Shimmer
Artists Dream a Posthuman World
MIT Press
Will be published approx. on 4. August 2026
Book
Hardback
152 pages
978-0-262-05451-5 (ISBN)
Description
An eye-opening collection from contemporary artists and authors about how art and technology can reimagine humanity's relationship with nature and society.
Shimmer-the apt name of both the highly-illustrated book and the exhibition it accompanies-offers a timely collection of essays by today's key thinkers about art and technology. In this vital showcase that takes on some of the most salient questions of our time, authors and artists consider how a "posthuman" perspective can help inspire new ways to confront crises like climate change, species extinction, technological manipulation, and social alienation.
Here, you'll find current thinking on interspecies entanglement, the role of dreams in imagining a post-anthropocentric world, a return to the interconnectivity found in prior (mostly Indigenous) technologies, and the power of enchantment. Examining both the advantages and dangers of twenty-first century tools, essayists explore the artistic use of quantum computing, machine learning, motion capture software, and augmented, extended, and virtual reality.
Throughout this engaging collection, the authors show that, like the Surrealists of the twentieth century, many of today's artists tap the transformative agency of the marvelous, the uncanny, and the unpredictable, destabilizing conventional patterns of thought to open new pathways to unexplored terrain.
Artist profiles include Nancy Baker Cahill, Ian Cheng, Chalet Comellas, Anna Dumitriu and Alex May, Alexandra Daisy Ginsberg, Libby Heaney, Marguerite Humeau, Jakob Kudsk Steensen, Kite, Katja Loher, Josefa Ntjam, Rachel Rossin, Jacolby Satterwhite, Amelia Winger-Bearskin, Saya Woolfalk, and Marina Zurkow.
The exhibition Shimmer: Dreaming the Posthuman opens September 2026 at the Frist Museum in Nashville and in 2027 travels to the Media Majlis Museum of Northwestern University in Doha and the Palmer Museum of Art, Penn State.
Shimmer-the apt name of both the highly-illustrated book and the exhibition it accompanies-offers a timely collection of essays by today's key thinkers about art and technology. In this vital showcase that takes on some of the most salient questions of our time, authors and artists consider how a "posthuman" perspective can help inspire new ways to confront crises like climate change, species extinction, technological manipulation, and social alienation.
Here, you'll find current thinking on interspecies entanglement, the role of dreams in imagining a post-anthropocentric world, a return to the interconnectivity found in prior (mostly Indigenous) technologies, and the power of enchantment. Examining both the advantages and dangers of twenty-first century tools, essayists explore the artistic use of quantum computing, machine learning, motion capture software, and augmented, extended, and virtual reality.
Throughout this engaging collection, the authors show that, like the Surrealists of the twentieth century, many of today's artists tap the transformative agency of the marvelous, the uncanny, and the unpredictable, destabilizing conventional patterns of thought to open new pathways to unexplored terrain.
Artist profiles include Nancy Baker Cahill, Ian Cheng, Chalet Comellas, Anna Dumitriu and Alex May, Alexandra Daisy Ginsberg, Libby Heaney, Marguerite Humeau, Jakob Kudsk Steensen, Kite, Katja Loher, Josefa Ntjam, Rachel Rossin, Jacolby Satterwhite, Amelia Winger-Bearskin, Saya Woolfalk, and Marina Zurkow.
The exhibition Shimmer: Dreaming the Posthuman opens September 2026 at the Frist Museum in Nashville and in 2027 travels to the Media Majlis Museum of Northwestern University in Doha and the Palmer Museum of Art, Penn State.
More details
Language
English
Place of publication
Cambridge (Massachusetts)
United States
Publishing group
MIT Press Ltd
Illustrations
67 COLOR ILL.S
Dimensions
Height: 254 mm
Width: 178 mm
Weight
567 gr
ISBN-13
978-0-262-05451-5 (9780262054515)
Copyright in bibliographic data and cover images is held by Nielsen Book Services Limited or by the publishers or by their respective licensors: all rights reserved.
Schweitzer Classification
Persons
Mark Scala is chief curator at the Frist Art Museum in Nashville, listed on the National Register of Historic Places. Scala has mounted multiple major exhibitions at the Frist, the publications for which focus on transformation in global contemporary art such as Chaos and Awe: Painting for the 21st Century (2018). Nora N. Khan is an independent critic, curator, and professor at UCLA in Design Media Arts. Publications include Art and the Stakes for Art Criticism and Forces of Art: Perspectives from a Changing World (editor). She is a contributing curator for the Curatorial Collective of Counterpublic, 2026.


(Your assignment): Copy out the data from the line containing "Return the region for person." to its last line, exactly. No pictures.

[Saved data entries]
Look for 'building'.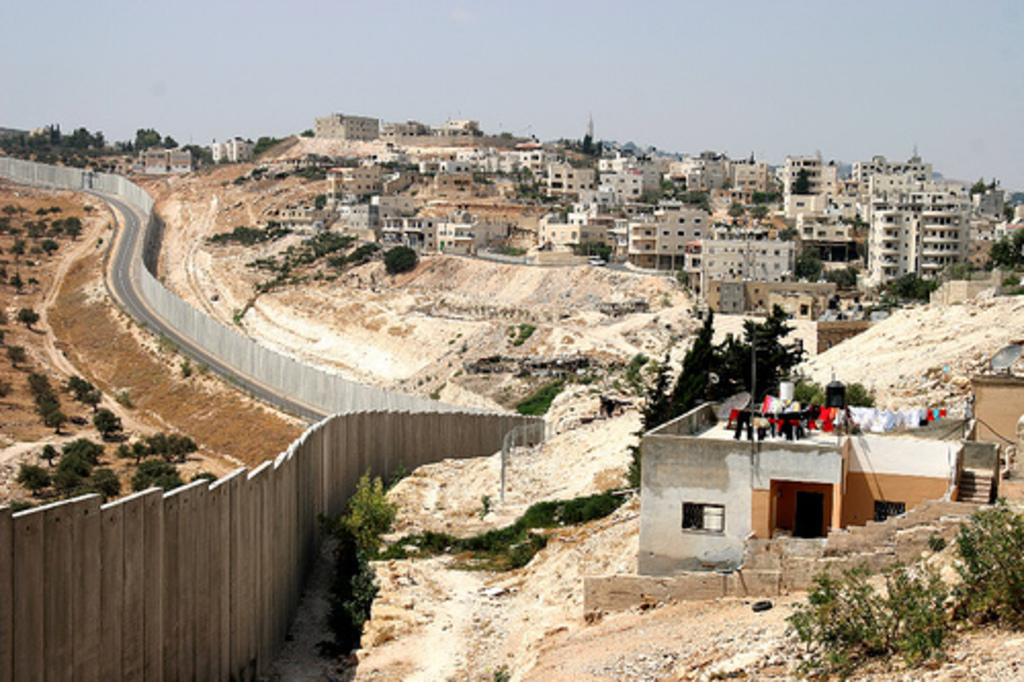
Found: x1=211 y1=137 x2=252 y2=160.
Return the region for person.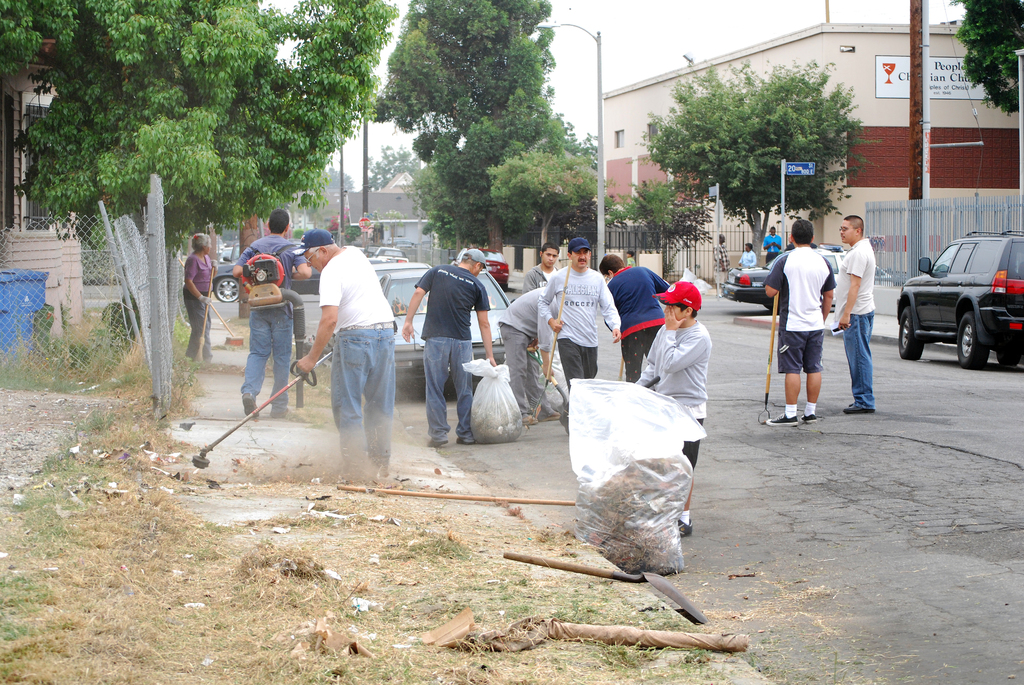
x1=289, y1=221, x2=402, y2=483.
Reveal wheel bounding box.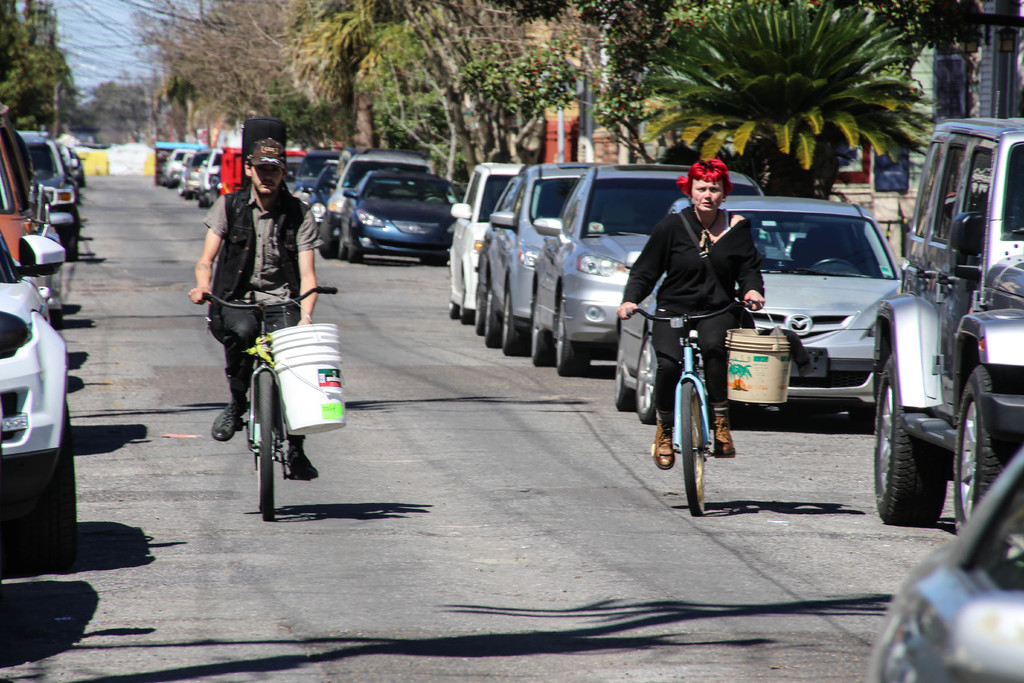
Revealed: bbox=(872, 347, 942, 526).
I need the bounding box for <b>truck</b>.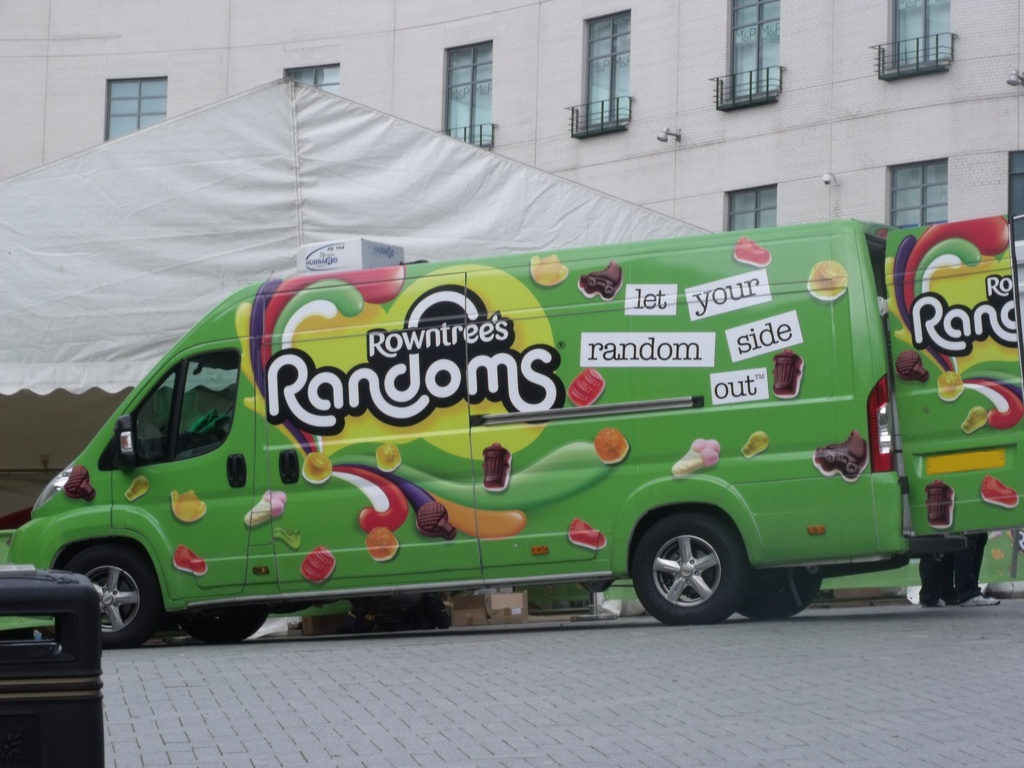
Here it is: rect(0, 246, 941, 674).
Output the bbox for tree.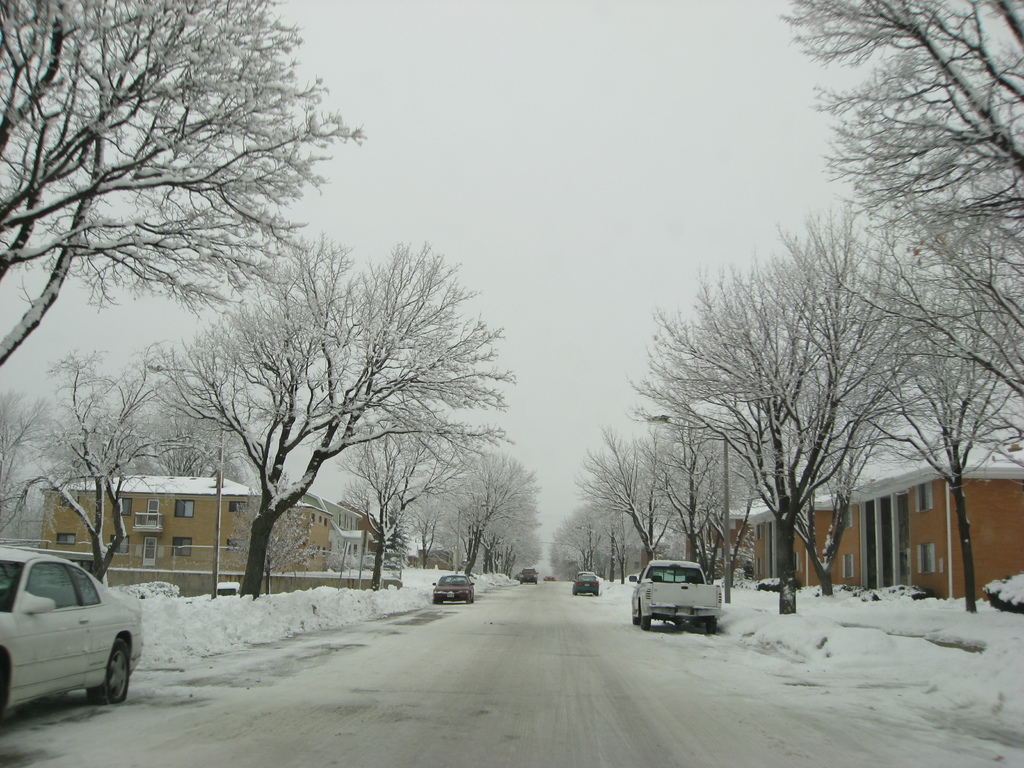
bbox=(721, 243, 915, 579).
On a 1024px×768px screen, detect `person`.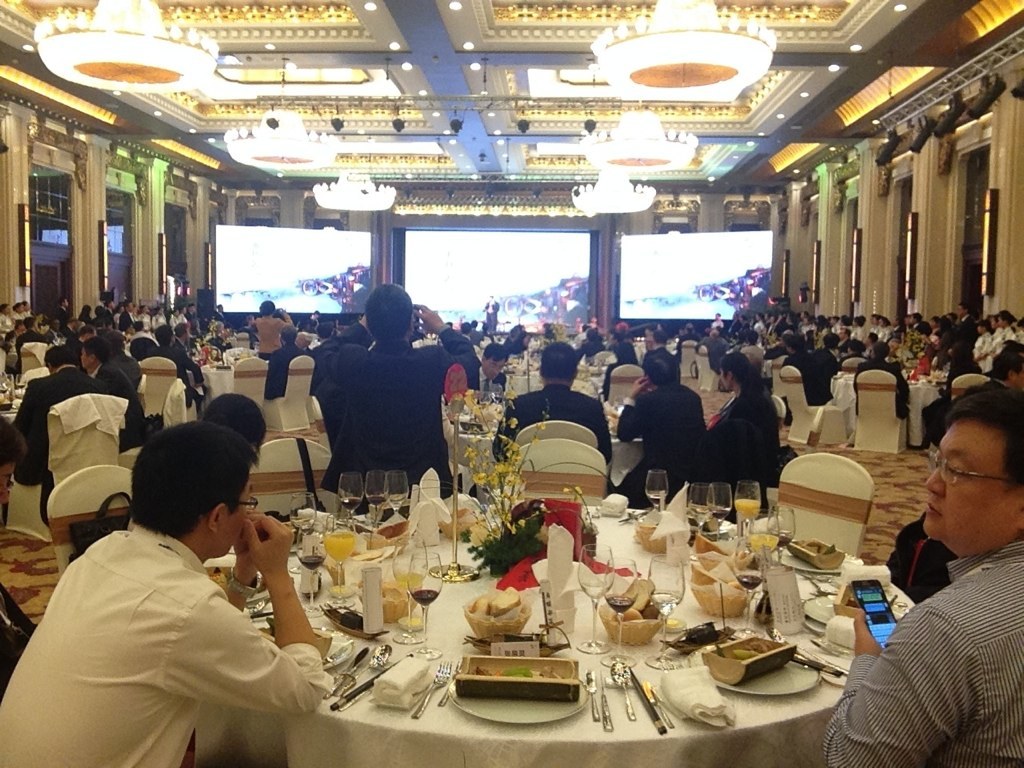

(Exercise answer):
Return the region for person.
x1=289, y1=221, x2=402, y2=483.
Reveal wheel bounding box.
Revealed: bbox=(872, 347, 942, 526).
I need the bounding box for <b>truck</b>.
Here it is: rect(0, 246, 941, 674).
Output the bbox for tree.
bbox=(721, 243, 915, 579).
On a 1024px×768px screen, detect `person`.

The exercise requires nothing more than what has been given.